On Monday, June 8, Texas Tech’s highly anticipated quarterback Brendan Sorsby was granted a temporary injunction, allowing him to play in the 2026 season while his gambling case against the NCAA continues. The NCAA immediately appealed the judge’s decision the same day.
Sorsby redshirted as a freshman at Indiana in 2022. That season, he placed multiple bets (at least 40) on Indiana football games and players. His gambling addiction worsened over the following years at Indiana and then Cincinnati, where he placed thousands of bets totaling around $90,000.
In April 2026, shortly after transferring to Texas Tech, the NCAA began investigating him. Later that month, Texas Tech announced he was taking an indefinite leave to enter a 35-day residential rehab program in Arizona for gambling addiction, which he completed in late May. Upon return, he was declared ineligible by the NCAA for betting on his own team.

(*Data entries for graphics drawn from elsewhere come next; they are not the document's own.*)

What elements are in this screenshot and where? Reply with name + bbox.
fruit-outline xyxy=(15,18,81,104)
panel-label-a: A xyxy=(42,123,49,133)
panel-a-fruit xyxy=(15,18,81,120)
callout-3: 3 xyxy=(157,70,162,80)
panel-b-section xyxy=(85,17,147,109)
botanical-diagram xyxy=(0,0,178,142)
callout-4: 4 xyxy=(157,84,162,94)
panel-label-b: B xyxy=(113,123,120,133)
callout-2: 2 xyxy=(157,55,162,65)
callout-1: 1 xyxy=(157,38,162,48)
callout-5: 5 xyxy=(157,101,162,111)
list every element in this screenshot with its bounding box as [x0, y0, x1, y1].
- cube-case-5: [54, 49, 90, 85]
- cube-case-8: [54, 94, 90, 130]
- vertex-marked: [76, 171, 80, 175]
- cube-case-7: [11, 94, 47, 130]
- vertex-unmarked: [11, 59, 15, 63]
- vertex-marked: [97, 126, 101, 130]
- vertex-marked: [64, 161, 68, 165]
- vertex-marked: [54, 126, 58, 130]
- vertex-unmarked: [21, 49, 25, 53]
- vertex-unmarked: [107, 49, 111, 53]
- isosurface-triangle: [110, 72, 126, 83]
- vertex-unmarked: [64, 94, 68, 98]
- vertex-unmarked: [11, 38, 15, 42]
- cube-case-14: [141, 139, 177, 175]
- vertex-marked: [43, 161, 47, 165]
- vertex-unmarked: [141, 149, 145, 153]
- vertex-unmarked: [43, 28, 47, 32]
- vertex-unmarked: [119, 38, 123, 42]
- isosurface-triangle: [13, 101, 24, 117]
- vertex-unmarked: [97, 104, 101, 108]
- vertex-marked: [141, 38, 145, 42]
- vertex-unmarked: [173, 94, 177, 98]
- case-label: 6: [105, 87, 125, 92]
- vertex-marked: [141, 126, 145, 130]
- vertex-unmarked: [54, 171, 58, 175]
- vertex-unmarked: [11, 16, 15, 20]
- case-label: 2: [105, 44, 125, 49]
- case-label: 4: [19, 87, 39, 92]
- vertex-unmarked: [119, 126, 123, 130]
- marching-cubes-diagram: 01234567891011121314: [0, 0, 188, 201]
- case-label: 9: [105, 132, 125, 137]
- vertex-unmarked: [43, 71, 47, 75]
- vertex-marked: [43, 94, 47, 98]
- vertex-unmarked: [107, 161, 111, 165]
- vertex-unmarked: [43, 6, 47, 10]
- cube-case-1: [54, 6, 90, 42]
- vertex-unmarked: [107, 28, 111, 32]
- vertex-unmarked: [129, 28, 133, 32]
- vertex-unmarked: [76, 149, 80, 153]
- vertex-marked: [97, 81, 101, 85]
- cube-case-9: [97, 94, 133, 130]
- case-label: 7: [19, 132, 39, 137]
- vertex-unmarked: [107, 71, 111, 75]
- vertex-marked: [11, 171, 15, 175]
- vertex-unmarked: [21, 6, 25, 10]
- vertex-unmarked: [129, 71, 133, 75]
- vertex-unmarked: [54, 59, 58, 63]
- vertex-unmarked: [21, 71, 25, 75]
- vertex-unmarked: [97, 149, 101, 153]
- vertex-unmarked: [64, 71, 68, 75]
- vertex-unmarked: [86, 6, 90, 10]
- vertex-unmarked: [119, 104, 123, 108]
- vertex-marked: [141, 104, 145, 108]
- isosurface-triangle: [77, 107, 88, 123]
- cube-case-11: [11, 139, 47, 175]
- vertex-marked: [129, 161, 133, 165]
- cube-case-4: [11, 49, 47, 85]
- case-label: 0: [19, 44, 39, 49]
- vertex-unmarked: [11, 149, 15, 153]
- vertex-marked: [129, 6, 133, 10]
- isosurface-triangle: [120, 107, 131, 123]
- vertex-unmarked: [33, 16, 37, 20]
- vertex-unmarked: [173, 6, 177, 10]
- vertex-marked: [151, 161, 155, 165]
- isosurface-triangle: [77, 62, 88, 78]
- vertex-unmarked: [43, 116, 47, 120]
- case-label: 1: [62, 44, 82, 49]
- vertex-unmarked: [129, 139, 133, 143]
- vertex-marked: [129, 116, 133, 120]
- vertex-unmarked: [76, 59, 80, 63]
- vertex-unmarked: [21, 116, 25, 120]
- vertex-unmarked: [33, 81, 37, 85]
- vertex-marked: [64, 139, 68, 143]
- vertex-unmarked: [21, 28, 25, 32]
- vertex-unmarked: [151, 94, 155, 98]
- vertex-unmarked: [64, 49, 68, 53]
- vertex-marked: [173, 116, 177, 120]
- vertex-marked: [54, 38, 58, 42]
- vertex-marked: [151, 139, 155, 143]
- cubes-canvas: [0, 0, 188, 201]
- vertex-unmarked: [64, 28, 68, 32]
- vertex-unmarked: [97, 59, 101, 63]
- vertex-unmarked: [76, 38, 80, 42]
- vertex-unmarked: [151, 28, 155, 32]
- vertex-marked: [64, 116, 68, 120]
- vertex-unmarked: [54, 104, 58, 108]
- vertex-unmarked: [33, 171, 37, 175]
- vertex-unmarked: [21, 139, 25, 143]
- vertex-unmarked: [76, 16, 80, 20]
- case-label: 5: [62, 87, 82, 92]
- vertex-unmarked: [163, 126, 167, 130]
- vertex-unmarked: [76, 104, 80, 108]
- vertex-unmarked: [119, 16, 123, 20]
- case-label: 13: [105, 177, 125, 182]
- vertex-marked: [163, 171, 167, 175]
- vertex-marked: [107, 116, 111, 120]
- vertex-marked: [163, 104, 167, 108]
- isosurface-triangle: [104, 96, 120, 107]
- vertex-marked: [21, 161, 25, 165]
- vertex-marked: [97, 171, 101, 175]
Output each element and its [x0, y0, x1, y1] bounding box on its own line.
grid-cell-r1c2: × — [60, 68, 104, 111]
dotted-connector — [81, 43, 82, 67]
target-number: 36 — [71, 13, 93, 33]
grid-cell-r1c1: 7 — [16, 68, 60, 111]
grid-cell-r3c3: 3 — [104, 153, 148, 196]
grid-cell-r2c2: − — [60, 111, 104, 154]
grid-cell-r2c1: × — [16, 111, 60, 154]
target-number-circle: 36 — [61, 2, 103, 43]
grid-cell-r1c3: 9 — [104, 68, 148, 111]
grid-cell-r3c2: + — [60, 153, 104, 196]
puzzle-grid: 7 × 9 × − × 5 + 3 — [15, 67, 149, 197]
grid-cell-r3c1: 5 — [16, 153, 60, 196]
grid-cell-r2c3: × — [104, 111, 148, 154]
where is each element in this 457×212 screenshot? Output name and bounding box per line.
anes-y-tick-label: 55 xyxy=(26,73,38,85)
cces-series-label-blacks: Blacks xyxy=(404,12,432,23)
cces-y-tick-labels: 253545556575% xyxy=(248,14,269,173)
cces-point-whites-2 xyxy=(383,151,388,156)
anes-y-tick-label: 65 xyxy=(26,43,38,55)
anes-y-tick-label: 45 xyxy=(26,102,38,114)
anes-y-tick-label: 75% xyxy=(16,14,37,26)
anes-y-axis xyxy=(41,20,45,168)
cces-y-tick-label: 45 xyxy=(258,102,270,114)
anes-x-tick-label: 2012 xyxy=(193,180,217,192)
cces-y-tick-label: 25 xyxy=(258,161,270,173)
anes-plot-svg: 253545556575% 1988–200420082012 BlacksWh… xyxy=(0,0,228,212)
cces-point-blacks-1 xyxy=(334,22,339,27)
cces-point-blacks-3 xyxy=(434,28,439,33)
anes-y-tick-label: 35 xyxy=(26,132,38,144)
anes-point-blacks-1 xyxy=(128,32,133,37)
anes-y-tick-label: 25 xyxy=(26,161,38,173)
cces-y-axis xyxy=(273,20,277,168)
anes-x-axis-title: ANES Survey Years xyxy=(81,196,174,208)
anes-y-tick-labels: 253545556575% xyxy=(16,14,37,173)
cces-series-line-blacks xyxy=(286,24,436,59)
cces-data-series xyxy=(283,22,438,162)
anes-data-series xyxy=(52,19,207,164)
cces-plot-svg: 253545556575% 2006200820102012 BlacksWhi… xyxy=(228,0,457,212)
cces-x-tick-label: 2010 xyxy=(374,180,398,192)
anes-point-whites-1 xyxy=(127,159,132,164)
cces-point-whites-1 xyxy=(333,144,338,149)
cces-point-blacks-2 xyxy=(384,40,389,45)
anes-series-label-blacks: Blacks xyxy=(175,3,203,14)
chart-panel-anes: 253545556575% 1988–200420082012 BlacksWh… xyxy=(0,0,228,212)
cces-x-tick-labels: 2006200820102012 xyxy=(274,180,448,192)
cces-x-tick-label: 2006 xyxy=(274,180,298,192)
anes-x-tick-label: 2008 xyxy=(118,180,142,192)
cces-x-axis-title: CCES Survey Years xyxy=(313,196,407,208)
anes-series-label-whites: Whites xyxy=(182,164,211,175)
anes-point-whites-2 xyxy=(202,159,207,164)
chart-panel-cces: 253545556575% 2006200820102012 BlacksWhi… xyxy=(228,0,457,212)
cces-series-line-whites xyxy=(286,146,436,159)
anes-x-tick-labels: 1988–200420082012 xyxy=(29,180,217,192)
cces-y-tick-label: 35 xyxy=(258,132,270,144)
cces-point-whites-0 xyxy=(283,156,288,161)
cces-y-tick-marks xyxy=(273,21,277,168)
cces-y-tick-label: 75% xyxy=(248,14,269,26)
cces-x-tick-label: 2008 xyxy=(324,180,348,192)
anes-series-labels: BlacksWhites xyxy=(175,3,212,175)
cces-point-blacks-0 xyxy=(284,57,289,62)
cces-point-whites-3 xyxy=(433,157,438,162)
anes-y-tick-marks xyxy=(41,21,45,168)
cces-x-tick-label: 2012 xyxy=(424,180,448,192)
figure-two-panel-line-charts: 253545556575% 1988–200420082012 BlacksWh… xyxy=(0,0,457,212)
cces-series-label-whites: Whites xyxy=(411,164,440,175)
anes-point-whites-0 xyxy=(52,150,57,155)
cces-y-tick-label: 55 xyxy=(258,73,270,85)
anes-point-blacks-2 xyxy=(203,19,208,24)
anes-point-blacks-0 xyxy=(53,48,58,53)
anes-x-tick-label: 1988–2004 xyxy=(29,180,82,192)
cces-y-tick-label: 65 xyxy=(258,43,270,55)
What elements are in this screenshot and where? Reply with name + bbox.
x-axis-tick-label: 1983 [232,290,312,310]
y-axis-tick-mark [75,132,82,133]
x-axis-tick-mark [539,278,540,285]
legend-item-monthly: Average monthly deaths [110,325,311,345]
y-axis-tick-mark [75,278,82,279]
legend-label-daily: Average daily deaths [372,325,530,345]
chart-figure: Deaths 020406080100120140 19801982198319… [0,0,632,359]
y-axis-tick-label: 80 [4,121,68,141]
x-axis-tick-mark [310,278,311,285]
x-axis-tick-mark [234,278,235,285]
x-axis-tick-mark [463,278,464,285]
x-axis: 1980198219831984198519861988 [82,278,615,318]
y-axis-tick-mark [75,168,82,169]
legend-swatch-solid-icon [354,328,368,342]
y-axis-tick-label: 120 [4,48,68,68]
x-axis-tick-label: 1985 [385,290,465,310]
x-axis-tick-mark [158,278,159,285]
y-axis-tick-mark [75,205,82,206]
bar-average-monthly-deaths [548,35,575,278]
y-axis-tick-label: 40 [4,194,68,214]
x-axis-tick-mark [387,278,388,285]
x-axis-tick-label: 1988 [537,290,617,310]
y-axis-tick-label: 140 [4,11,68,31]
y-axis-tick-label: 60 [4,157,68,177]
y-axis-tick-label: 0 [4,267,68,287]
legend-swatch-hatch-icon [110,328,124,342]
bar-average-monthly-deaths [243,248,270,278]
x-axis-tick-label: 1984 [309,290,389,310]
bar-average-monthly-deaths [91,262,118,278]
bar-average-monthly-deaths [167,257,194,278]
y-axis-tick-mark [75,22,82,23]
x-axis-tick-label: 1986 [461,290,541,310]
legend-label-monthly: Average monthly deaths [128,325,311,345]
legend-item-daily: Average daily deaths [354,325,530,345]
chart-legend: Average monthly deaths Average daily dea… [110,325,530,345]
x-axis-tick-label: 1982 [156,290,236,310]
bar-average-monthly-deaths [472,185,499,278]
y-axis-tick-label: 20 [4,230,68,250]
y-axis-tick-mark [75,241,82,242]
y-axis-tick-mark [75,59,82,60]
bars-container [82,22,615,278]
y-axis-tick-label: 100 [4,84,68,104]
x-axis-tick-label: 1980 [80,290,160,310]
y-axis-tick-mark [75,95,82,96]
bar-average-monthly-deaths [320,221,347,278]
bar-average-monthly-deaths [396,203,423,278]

Texas Tech and Sorsby sued the NCAA the same day. A Texas judge granted the temporary injunction on June 8, with a full trial set for February 2027.
While speaking to the Touchdown Club of Houston, head coach Joey McGuire defended Sorsby, arguing, “As a society, we’ve been OK with other things that happens and allowing players to play. … It’s crazy because it’s not murder; it’s not beating somebody.”
BlazeTV host Steve Deace calls this mindset a product of modern culture’s “toxic empathy.”
“You can look at Brendan Sorsby and say, ‘You’re playing in an industry that is sponsored by gambling. The entities that want to condemn you are taking huge gambling dollars and advertising,”’ Deace acknowledges.
He also sympathizes with the “temptation” Sorsby faces as a young man with an addiction and a cell phone designed to gratify it.
“We put these little devices in your phones, and you’re an impulsive young man and … the ‘vice-ocracy’ is right here at your fingertips. It’s very enticing, hard not to succumb to,” he admits.
But consequences, Deace argues, are necessary regardless.
“In his right mind, would Brendan Sorsby risk a $6 million payday to get down for 25 bucks on a Knicks-Spurs NBA Finals parlay? No. Just like in your right mind, would you risk your entire family and your reputation to get down with your secretary? No,” he analogizes. “But see, because of sin, we’re not in our right minds, and that’s why we need consequences.”
Empathy, he argues, is a good thing as long as it doesn’t lead to the absolution of punishment.
“We can imagine having the world as your oyster as Brendan Sorsby did and the money you’re making now and this device in your hands and the dopamine hits, and I can think, ‘Holy cow, what would I have done with that at 20 or 21?’ You can have empathy, but we still have to have accountability,” Deace explains.
“The difference between empathy and toxic empathy is toxic empathy demands no accountability and instead condemns you for trying to instill it. Empathy comes with accountability.”
Co-host Aaron McIntire agrees. “I think something that needs to be re-emphasized with this story is that Brendan Sorsby did not turn himself in. He was caught,” he points out.
“That in and of itself is problematic because you kind of wonder, hey, do you really think that you have a problem here? Whereas if he had turned himself in, I think the accountability should be the same thing, but on a human level, on a man-to-man level, there’s some integrity that is still left.”
McIntire condemns Joey McGuire’s downplaying of Sorsby’s offense.
“What [Sorsby] is doing is not just undermining his own credibility and integrity. … He is nuking the integrity of everyone else in this sport,” he argues, speculating that fans will now overanalyze every bad play as potential “point shaving.”
“It’s just disgusting.”
To hear more, watch the episode above.